PAYG Income
Income received as a Pay As You Go employee where tax is withheld by the employer before the wage is paid.
In detail
PAYG is the Australian tax system for employees. Employers withhold income tax from each pay and remit it to the ATO. From a lending perspective PAYG income is the most straightforward income type to verify because payslips, employment contracts, and bank statement salary credits are all readily available.
Lenders typically require the two most recent payslips plus a year to date income figure that aligns with the tax period. Many lenders will also accept a recent payment summary or ATO income statement for the previous financial year when year to date data is thin early in a new tax year.
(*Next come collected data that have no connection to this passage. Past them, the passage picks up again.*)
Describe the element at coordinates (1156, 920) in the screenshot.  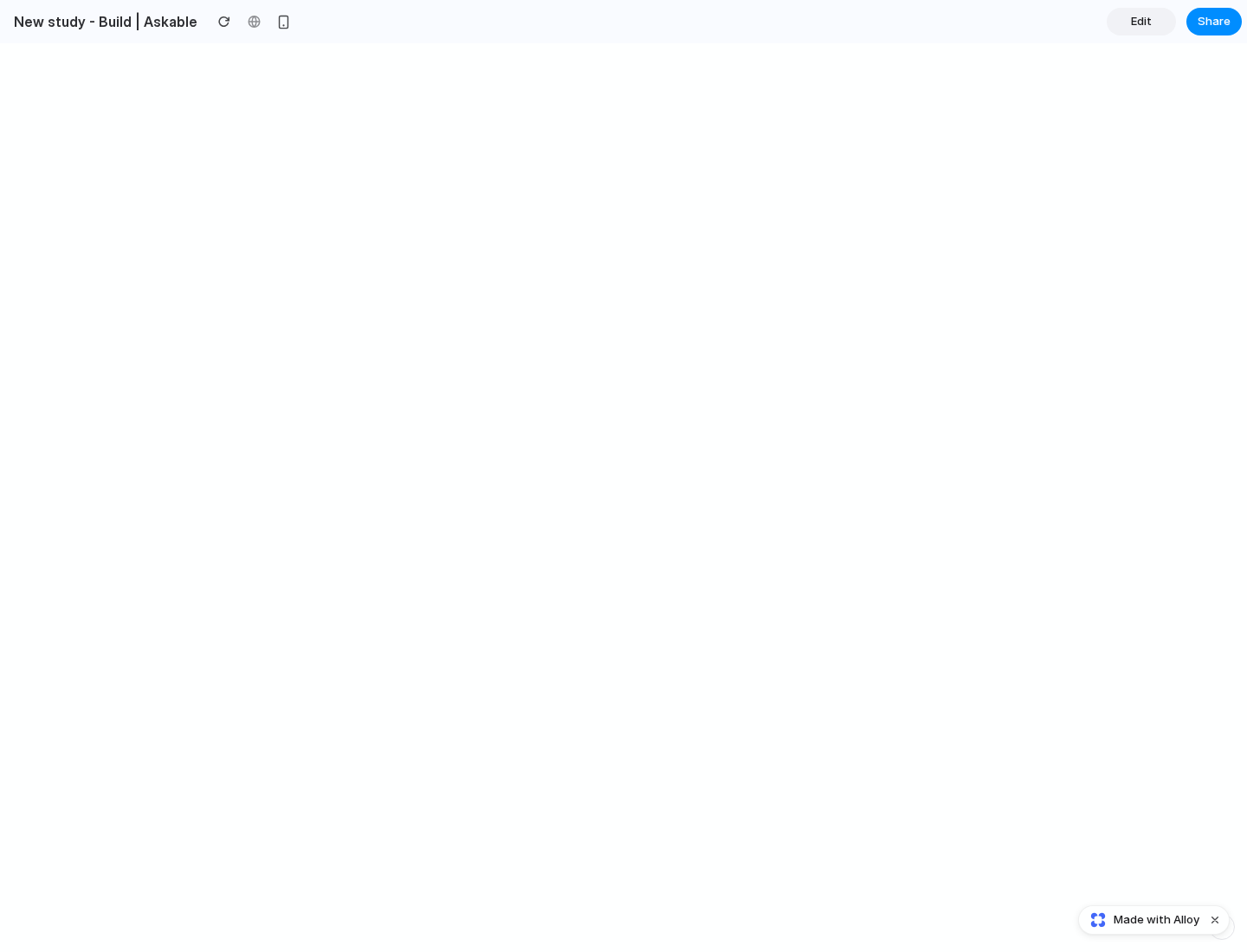
I see `span: Made with Alloy` at that location.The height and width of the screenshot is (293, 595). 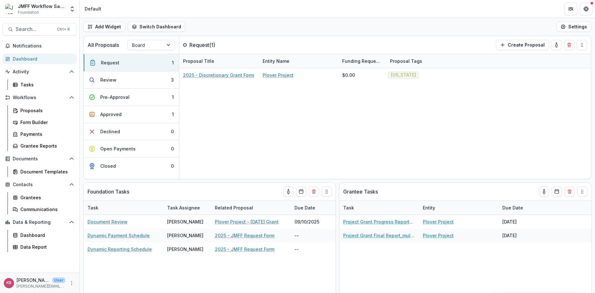 What do you see at coordinates (131, 114) in the screenshot?
I see `button: Approved1` at bounding box center [131, 114]. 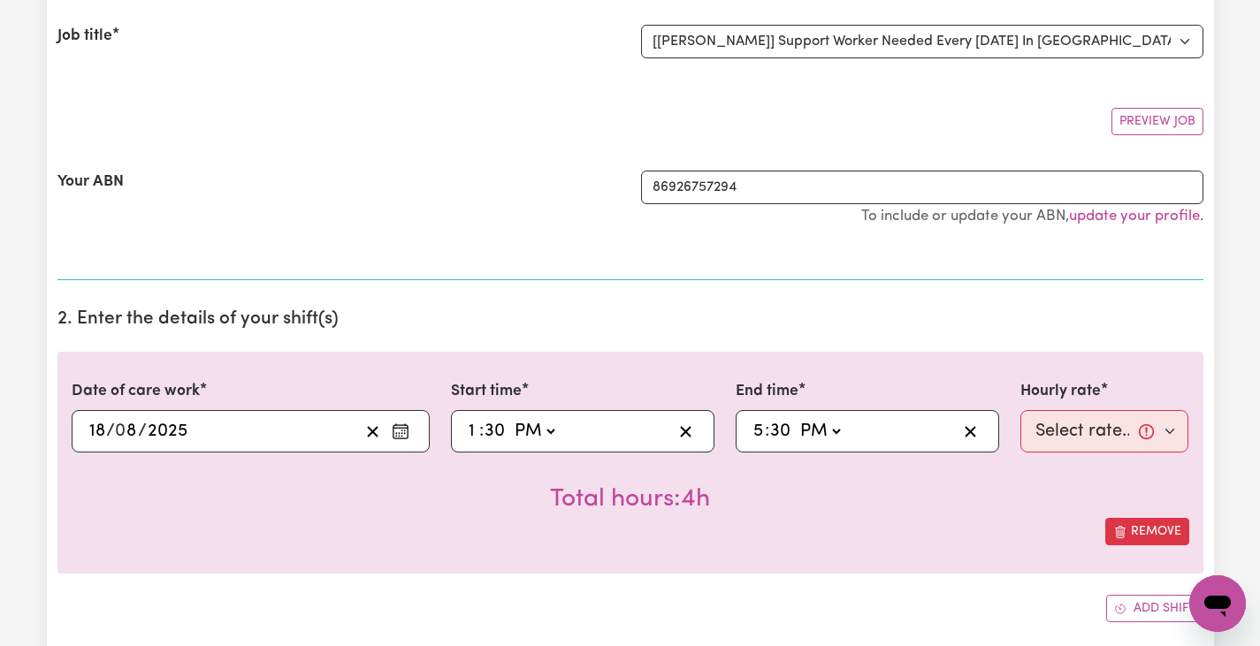 I want to click on button: Remove this shift, so click(x=1147, y=531).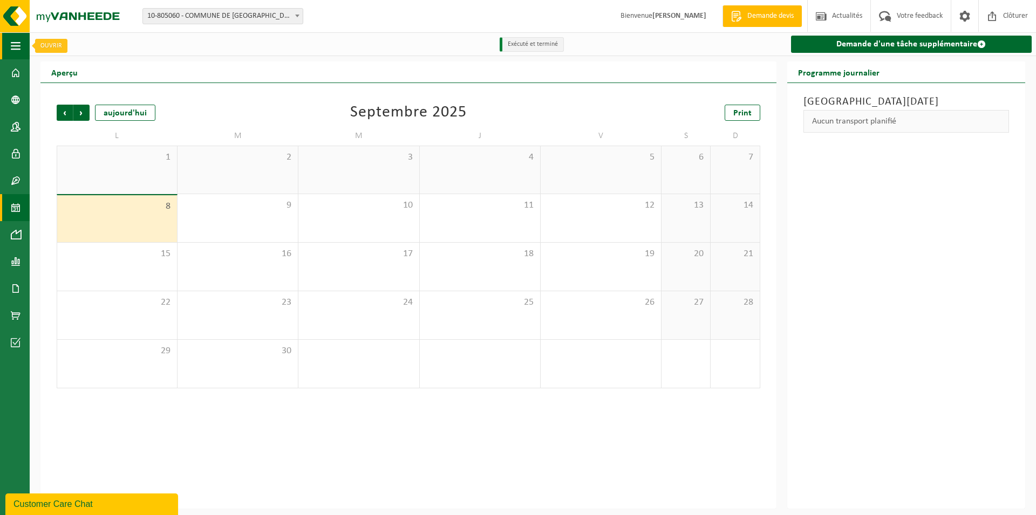  Describe the element at coordinates (685, 205) in the screenshot. I see `span: 13` at that location.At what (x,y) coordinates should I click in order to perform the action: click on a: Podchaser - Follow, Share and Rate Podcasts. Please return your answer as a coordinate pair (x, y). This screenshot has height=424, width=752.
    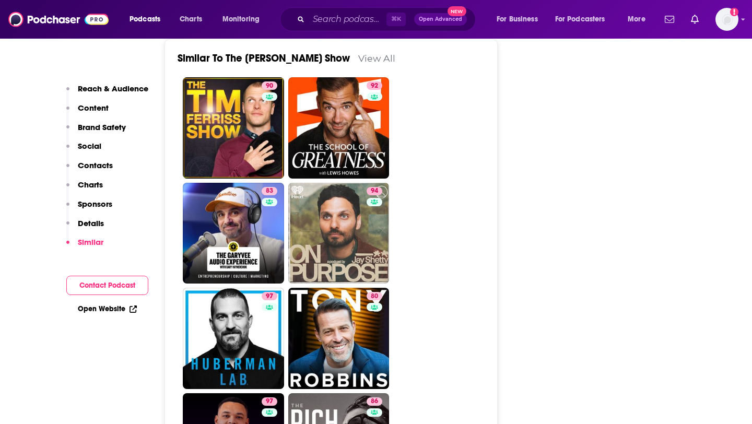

Why it matters for brokers
PAYG income is the starting point for most serviceability calculations. Getting the base salary right and cross checking it against bank credits and YTD figures avoids discrepancy flags later in the assessment process.
Example in practice
A broker collects two payslips dated October showing a fortnightly gross of $4,615. Annualised that is $120,000. The YTD gross from the same payslips shows $35,000 over 7 pay cycles, which annualises to $120,770, within expected tolerance. The base salary is accepted at $120,000.
Related terms
Year to Date (YTD) Income
The cumulative gross income an employee has earned since the start of the financial year, shown on each payslip.
Base Salary
The fixed regular component of a PAYG employee income, excluding overtime, bonuses, commissions, and allowances.
Overtime Income
Pay received for hours worked beyond a standard contract, usually at a penalty rate above base hourly pay.
ABN Income
Income earned by a sole trader, partnership, company, or trust operating under an Australian Business Number.
Ready to assess faster?
Assess documents for mortgages in minutes, not hours.